Page 63

Page 63

Harlequin (top)

Harlequin was probably one of Albert Ricardo’s horses.

Mr. & Mrs. Augustus Paget (bottom left) (by Camille Silvy)

The Rt. Hon. Sir Augustus Berkeley Paget KCB (1823-1896) was the son of Sir Arthur Paget and Lady Augusta Fane, and nephew of the 1st Marquess of Anglesey. He was a career civil servant, diplomat and ambassador, knighted in 1863. He was Minister to Denmark from 1859 to 1866; Minister to Italy from 1876 to 1883; and Ambassador to Austria from 1884 to 1893. He was appointed as a member of the Privy Council in 1876. It was said of him, “Sir Augustus had a natural gift of attracting and retaining throughout his life the respect and affection of all with whom he came in contact. Few more warm-hearted, straightforward, generous and hospitable Englishmen can have ever existed.” In 1860, he married Walburga Ehrengarde Helena Hohenthal (1839-1929), the daughter of Count von Hohenthal, and a former lady-in-waiting to Victoria, Princess Royal, who married Prince Frederick Wilhelm of Prussia in 1858. She became an intimate friend of Queen Victoria and was instrumental in helping to arrange the marriage of the Prince of Wales to Princess Alexandra of Denmark in 1863. Lady Paget was a diarist and writer. Embassies of Other Days was the title of her memoirs, published in 1923. Lady Paget was also an early proponent of the hollow earth theory. In her book, Colloquies with an Unseen Friend (1907), she claimed that descendants of Atlantis had moved to cities beneath a desert, and that an entrance to this subterranean kingdom would be discovered in the 21st century. She strongly condemned the practice of eating flesh-food and was a vegetarian. The Pagets had three children.

Visct. Lismore (bottom right) (by Camille Silvy)

George Ponsonby O’Callaghan became 2nd Viscount Lismore of Shanbally in the county of Tipperary in 1857. He had married Mary Norbury, sister of Annie, Lady Cosmo Russell, in 1839. He served as an officer in the 17th Lancers and was High Sheriff of Tipperary in 1853. His coat of arms, surmounted by a Viscount’s coronet, can be seen on the plinth in the photograph.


• [WORK TO COMPLETE] In your answer, set down the records below exactly as they stand, omitting pictures.

• [GIVEN DATA]
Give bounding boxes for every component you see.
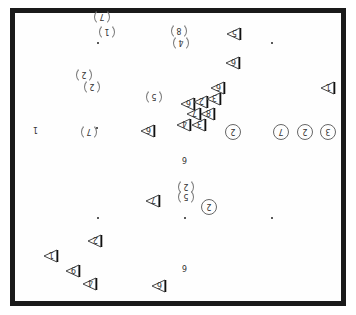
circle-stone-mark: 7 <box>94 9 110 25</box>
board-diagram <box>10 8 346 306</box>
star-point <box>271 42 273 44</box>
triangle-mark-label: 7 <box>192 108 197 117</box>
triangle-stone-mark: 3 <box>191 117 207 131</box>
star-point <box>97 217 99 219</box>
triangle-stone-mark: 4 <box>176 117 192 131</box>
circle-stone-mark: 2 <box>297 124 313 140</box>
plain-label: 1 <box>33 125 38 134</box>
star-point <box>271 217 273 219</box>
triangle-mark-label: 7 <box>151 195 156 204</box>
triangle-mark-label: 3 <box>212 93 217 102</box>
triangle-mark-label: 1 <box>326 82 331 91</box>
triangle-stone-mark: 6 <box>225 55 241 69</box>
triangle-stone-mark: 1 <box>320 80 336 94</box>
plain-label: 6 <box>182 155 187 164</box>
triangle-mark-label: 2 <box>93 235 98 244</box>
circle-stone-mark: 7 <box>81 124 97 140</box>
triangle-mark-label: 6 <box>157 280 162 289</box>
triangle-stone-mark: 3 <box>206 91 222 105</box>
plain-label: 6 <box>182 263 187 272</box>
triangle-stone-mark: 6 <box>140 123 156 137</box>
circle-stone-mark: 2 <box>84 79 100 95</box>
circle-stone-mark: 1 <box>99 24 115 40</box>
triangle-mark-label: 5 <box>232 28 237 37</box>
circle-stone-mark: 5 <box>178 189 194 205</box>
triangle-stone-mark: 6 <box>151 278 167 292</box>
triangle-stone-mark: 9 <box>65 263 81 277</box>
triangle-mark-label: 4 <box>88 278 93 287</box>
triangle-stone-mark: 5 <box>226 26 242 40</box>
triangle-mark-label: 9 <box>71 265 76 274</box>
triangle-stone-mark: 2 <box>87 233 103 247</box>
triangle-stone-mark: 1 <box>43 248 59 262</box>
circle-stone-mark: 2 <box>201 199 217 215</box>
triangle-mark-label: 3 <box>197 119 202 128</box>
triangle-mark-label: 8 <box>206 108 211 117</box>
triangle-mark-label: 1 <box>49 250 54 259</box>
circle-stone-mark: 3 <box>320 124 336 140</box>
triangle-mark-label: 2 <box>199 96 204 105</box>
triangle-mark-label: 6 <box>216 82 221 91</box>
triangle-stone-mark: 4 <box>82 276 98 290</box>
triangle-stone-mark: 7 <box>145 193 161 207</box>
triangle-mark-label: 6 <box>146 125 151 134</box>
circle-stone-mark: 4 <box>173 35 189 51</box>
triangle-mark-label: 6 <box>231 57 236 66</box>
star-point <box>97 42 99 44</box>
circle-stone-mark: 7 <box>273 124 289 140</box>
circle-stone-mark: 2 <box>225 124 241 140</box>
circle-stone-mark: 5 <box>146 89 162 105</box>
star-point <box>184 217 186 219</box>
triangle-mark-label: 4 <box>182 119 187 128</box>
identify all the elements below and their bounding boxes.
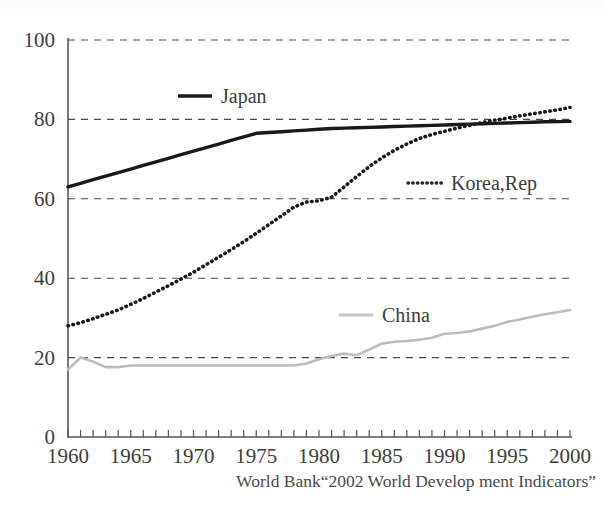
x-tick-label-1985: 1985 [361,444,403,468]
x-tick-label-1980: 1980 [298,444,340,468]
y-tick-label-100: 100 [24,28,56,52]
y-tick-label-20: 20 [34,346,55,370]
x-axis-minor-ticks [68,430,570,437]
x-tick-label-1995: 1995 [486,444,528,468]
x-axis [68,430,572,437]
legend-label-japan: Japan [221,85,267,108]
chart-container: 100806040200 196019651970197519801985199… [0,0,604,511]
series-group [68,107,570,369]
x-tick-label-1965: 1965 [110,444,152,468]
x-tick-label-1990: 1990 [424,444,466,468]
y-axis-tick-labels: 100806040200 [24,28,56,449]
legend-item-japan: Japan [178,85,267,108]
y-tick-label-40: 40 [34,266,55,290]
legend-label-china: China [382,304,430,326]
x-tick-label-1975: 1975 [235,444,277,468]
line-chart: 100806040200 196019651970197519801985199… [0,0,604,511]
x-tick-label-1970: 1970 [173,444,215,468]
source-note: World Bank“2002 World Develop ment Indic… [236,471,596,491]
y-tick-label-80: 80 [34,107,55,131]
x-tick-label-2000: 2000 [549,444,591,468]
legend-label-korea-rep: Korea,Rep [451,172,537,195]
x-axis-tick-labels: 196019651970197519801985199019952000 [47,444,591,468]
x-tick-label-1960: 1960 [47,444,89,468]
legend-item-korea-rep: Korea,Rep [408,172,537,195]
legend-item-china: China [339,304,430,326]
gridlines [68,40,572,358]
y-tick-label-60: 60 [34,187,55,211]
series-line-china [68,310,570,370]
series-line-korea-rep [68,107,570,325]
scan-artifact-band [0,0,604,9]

• [ANSWER BOX]
Give bounding boxes for every component you see.
circle-stone-mark: 7 <box>94 9 110 25</box>
board-diagram <box>10 8 346 306</box>
star-point <box>271 42 273 44</box>
triangle-mark-label: 7 <box>192 108 197 117</box>
triangle-stone-mark: 3 <box>191 117 207 131</box>
star-point <box>97 217 99 219</box>
triangle-stone-mark: 4 <box>176 117 192 131</box>
circle-stone-mark: 2 <box>297 124 313 140</box>
plain-label: 1 <box>33 125 38 134</box>
star-point <box>271 217 273 219</box>
triangle-mark-label: 7 <box>151 195 156 204</box>
triangle-mark-label: 3 <box>212 93 217 102</box>
triangle-mark-label: 1 <box>326 82 331 91</box>
triangle-stone-mark: 6 <box>225 55 241 69</box>
triangle-stone-mark: 1 <box>320 80 336 94</box>
plain-label: 6 <box>182 155 187 164</box>
triangle-mark-label: 2 <box>93 235 98 244</box>
circle-stone-mark: 7 <box>81 124 97 140</box>
triangle-mark-label: 6 <box>157 280 162 289</box>
triangle-stone-mark: 3 <box>206 91 222 105</box>
plain-label: 6 <box>182 263 187 272</box>
triangle-stone-mark: 6 <box>140 123 156 137</box>
circle-stone-mark: 2 <box>84 79 100 95</box>
circle-stone-mark: 1 <box>99 24 115 40</box>
triangle-mark-label: 5 <box>232 28 237 37</box>
circle-stone-mark: 5 <box>178 189 194 205</box>
triangle-stone-mark: 6 <box>151 278 167 292</box>
triangle-stone-mark: 9 <box>65 263 81 277</box>
triangle-mark-label: 4 <box>88 278 93 287</box>
triangle-stone-mark: 5 <box>226 26 242 40</box>
triangle-mark-label: 9 <box>71 265 76 274</box>
triangle-stone-mark: 2 <box>87 233 103 247</box>
triangle-stone-mark: 1 <box>43 248 59 262</box>
circle-stone-mark: 2 <box>201 199 217 215</box>
triangle-mark-label: 3 <box>197 119 202 128</box>
triangle-mark-label: 8 <box>206 108 211 117</box>
triangle-mark-label: 1 <box>49 250 54 259</box>
circle-stone-mark: 3 <box>320 124 336 140</box>
triangle-mark-label: 2 <box>199 96 204 105</box>
triangle-mark-label: 6 <box>216 82 221 91</box>
triangle-stone-mark: 4 <box>82 276 98 290</box>
triangle-stone-mark: 7 <box>145 193 161 207</box>
triangle-mark-label: 6 <box>146 125 151 134</box>
circle-stone-mark: 4 <box>173 35 189 51</box>
triangle-mark-label: 6 <box>231 57 236 66</box>
star-point <box>97 42 99 44</box>
circle-stone-mark: 7 <box>273 124 289 140</box>
circle-stone-mark: 2 <box>225 124 241 140</box>
circle-stone-mark: 5 <box>146 89 162 105</box>
star-point <box>184 217 186 219</box>
triangle-mark-label: 4 <box>182 119 187 128</box>
identify all the elements below and their bounding boxes.
x-tick-label-1985: 1985 [361,444,403,468]
x-tick-label-1980: 1980 [298,444,340,468]
y-tick-label-100: 100 [24,28,56,52]
y-tick-label-20: 20 [34,346,55,370]
x-axis-minor-ticks [68,430,570,437]
x-tick-label-1995: 1995 [486,444,528,468]
x-axis [68,430,572,437]
legend-label-japan: Japan [221,85,267,108]
chart-container: 100806040200 196019651970197519801985199… [0,0,604,511]
series-group [68,107,570,369]
x-tick-label-1965: 1965 [110,444,152,468]
x-tick-label-1990: 1990 [424,444,466,468]
y-axis-tick-labels: 100806040200 [24,28,56,449]
legend-item-japan: Japan [178,85,267,108]
y-tick-label-40: 40 [34,266,55,290]
legend-label-china: China [382,304,430,326]
x-tick-label-1975: 1975 [235,444,277,468]
line-chart: 100806040200 196019651970197519801985199… [0,0,604,511]
x-tick-label-1970: 1970 [173,444,215,468]
source-note: World Bank“2002 World Develop ment Indic… [236,471,596,491]
y-tick-label-80: 80 [34,107,55,131]
x-tick-label-2000: 2000 [549,444,591,468]
legend-label-korea-rep: Korea,Rep [451,172,537,195]
x-axis-tick-labels: 196019651970197519801985199019952000 [47,444,591,468]
x-tick-label-1960: 1960 [47,444,89,468]
legend-item-korea-rep: Korea,Rep [408,172,537,195]
legend-item-china: China [339,304,430,326]
gridlines [68,40,572,358]
y-tick-label-60: 60 [34,187,55,211]
series-line-china [68,310,570,370]
series-line-korea-rep [68,107,570,325]
scan-artifact-band [0,0,604,9]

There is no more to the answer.